Rebecca Evans AM, Minister for Housing and Regeneration
Estimates of future housing need and demand are essential when developing plans and strategies at a national and regional level, and today I am able to announce new arrangements for calculating housing need in Wales.
Accurate and up to date estimates of housing need have an impact across Welsh Government policy areas. They are central to the formulation of future housing policy across my portfolio, but they also inform areas such as the National Development Framework (NDF), which is due to be published in 2020. Housing need also informs the assessments of local well-being required under the Well-being of Future Generations (Wales) Act.
The latest estimates of housing need in Wales were published by the Public Policy Institute for Wales in October 2015. Those estimates relied on household projections which are now out of date and therefore need to be revisited.
Understanding the need for additional housing is a complex and highly technical exercise, and different assessment mechanisms are currently in use in different parts of the UK. Welsh Government officials - including statisticians from the Government Statistical Service - have, at my request, conducted a review of current arrangements over recent months. We have worked closely with experienced practitioners from Welsh local authorities and the Welsh Local Government Association (WLGA). We have also gathered information about the approaches used to determine future housing need by the other UK Governments.
In light of the advice I have received as a result of this work, I have decided that the Welsh Government will adopt the housing need and demand tool developed by the Scottish Government. The tool will enable us to provide estimates of future housing need based on projections of newly forming households that will require additional housing units and existing unmet need. The overall estimate will be broken down by tenure using assumptions about future income, house and rent prices. As estimates of future housing need are formed using projections and assumptions we will publish a range of different scenarios.
The tool used in Scotland is well established, and in future this will be used to prepare estimates of housing need at both a national and regional level. We are grateful for the support we have received from Scotland throughout this work. As an immediate next step the tool will now be adapted, through collaboration between Welsh and Scottish officials, to meet Welsh requirements.
I am anxious that this important source of data should be available to inform the wider debate surrounding housing in Wales. In future, therefore, the estimates of ‘housing need’ will be published as official statistics and will adhere to the Code of Practice for Statistics. I expect the first estimates at a Wales and regional level to be published in the first quarter of 2019. Methodological decisions will be taken by Welsh Government statisticians with the support of an external stakeholder group which will include experts from local government.
It is important to note that these official estimates of housing need and demand should not be interpreted as a target for the number of new homes required to be built in Wales. Rather, what these estimates provide is evidence to inform the development of local or national targets which also need to take account of national, regional and local policy and practical considerations to reach a view on the level of housing that can actually be delivered within an area.
Members will be aware that housing need has also been identified as a priority work stream by the independent panel undertaking the Review of Affordable Housing Supply. The estimates of future housing need will be available to be used alongside the findings of the Review of Affordable Housing to develop future housing policy and proposals.
I do not have any immediate plans to change the requirements surrounding Local Housing Market Assessments which are developed by local authorities to determine local housing requirements. I have, today, written to local authorities to advise them that they should continue with this work. I intend to review this decision in line with any recommendations coming from the Review of Affordable Housing Supply and as the new method of estimating future housing need, at a national and regional level, beds in.
I am pleased that we have identified a robust methodology for estimating future housing need and demand in Wales. This is an important area of work which supports our ambition to deliver 20,000 homes during this term of government. Crucially, it is also an important building block paving the way for us to work with our housing partners to develop an even longer term perspective on the continuing challenge to build more and better homes firmly based on the best possible estimates of future need.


_YOUR INSTRUCTIONS_
Go through the data and copy each line that holds "icon".

_MATERIAL FOR THIS TASK_
------------------------------------------------------------------------

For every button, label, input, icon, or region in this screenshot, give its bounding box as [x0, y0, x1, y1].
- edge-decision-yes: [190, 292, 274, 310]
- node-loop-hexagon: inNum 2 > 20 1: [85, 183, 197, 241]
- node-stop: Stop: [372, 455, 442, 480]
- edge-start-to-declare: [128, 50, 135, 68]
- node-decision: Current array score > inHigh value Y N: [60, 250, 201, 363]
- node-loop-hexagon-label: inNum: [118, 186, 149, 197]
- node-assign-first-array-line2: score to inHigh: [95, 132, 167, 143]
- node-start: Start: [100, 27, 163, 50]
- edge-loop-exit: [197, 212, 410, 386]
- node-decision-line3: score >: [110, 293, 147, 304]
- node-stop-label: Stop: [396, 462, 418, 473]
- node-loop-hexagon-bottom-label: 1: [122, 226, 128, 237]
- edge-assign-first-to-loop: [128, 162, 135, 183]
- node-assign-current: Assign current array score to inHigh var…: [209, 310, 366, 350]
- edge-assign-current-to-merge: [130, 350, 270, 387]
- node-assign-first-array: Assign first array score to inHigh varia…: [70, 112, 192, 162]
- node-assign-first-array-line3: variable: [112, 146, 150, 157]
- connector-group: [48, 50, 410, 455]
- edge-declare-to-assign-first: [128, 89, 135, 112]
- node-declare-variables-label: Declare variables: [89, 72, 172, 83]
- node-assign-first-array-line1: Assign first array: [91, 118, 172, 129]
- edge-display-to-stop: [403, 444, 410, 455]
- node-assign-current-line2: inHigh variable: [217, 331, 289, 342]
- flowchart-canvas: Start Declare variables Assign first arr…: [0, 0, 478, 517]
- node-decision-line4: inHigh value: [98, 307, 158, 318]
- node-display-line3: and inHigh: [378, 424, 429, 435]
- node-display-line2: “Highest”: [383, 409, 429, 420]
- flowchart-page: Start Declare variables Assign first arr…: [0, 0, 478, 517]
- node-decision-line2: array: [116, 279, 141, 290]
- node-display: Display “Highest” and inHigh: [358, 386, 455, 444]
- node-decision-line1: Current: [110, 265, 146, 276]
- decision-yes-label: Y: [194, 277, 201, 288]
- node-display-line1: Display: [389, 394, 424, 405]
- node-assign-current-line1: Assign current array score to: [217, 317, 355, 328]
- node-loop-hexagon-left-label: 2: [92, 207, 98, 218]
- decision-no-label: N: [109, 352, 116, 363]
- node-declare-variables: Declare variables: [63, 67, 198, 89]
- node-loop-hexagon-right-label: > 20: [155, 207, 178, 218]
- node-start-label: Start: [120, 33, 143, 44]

------------------------------------------------------------------------

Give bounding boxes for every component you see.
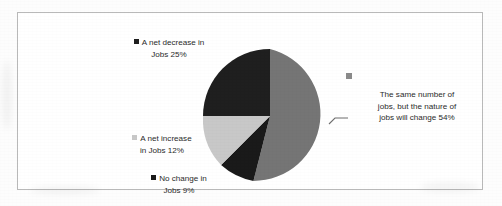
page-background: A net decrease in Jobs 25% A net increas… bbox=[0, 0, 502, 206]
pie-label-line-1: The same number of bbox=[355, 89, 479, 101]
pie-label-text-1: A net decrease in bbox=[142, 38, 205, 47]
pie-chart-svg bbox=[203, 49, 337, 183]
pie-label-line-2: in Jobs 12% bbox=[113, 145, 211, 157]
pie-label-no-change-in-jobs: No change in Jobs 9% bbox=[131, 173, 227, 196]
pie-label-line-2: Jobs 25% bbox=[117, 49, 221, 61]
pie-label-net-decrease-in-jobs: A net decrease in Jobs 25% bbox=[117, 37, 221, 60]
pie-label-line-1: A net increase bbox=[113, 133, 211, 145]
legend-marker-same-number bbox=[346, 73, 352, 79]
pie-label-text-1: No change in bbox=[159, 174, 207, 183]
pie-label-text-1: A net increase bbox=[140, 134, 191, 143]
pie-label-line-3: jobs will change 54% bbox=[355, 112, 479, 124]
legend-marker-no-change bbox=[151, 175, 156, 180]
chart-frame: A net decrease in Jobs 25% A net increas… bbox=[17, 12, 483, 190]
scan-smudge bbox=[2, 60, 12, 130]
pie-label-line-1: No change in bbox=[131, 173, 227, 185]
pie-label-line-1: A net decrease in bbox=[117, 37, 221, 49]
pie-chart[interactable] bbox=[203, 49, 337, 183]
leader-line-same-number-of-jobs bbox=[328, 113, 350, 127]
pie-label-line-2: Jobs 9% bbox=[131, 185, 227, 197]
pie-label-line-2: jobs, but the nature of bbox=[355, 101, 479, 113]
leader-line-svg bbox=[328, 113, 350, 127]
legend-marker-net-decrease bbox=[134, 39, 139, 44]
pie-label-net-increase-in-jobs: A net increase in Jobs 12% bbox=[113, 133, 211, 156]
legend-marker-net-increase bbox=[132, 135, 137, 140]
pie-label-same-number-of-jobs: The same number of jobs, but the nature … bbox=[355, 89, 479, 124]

------------------------------------------------------------------------

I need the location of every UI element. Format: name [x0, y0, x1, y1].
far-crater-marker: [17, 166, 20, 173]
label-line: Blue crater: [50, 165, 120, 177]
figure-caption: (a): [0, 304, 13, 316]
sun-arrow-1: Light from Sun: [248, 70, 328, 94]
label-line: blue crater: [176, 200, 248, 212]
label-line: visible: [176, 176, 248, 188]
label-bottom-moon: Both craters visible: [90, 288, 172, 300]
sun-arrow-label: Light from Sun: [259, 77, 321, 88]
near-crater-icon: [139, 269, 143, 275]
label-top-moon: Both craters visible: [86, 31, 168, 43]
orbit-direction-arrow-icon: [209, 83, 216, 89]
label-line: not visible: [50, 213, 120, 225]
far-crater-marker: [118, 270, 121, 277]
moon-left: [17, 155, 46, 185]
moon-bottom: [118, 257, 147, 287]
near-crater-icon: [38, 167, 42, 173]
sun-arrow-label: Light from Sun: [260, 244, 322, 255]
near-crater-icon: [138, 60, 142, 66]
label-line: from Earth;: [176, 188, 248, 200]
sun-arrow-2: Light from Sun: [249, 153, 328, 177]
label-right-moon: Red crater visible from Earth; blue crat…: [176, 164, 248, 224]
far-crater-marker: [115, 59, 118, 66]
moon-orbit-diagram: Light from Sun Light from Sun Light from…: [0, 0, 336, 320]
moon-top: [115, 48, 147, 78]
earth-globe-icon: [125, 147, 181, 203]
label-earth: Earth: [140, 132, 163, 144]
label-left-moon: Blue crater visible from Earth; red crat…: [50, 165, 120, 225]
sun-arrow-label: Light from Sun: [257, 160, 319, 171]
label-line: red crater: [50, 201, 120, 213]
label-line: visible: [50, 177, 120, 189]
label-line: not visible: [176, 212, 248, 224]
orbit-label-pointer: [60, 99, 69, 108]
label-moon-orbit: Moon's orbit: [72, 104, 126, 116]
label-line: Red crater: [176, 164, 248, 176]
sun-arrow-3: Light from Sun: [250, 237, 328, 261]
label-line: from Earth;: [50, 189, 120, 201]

------------------------------------------------------------------------

_OUTPUT BELOW_
For every button, label, input, icon, or region in this screenshot, give its bounding box as [x0, y0, x1, y1].
near-crater-icon: [139, 269, 143, 275]
orbit-direction-arrow-icon: [209, 83, 216, 89]
near-crater-icon: [38, 167, 42, 173]
near-crater-icon: [138, 60, 142, 66]
earth-globe-icon: [125, 147, 181, 203]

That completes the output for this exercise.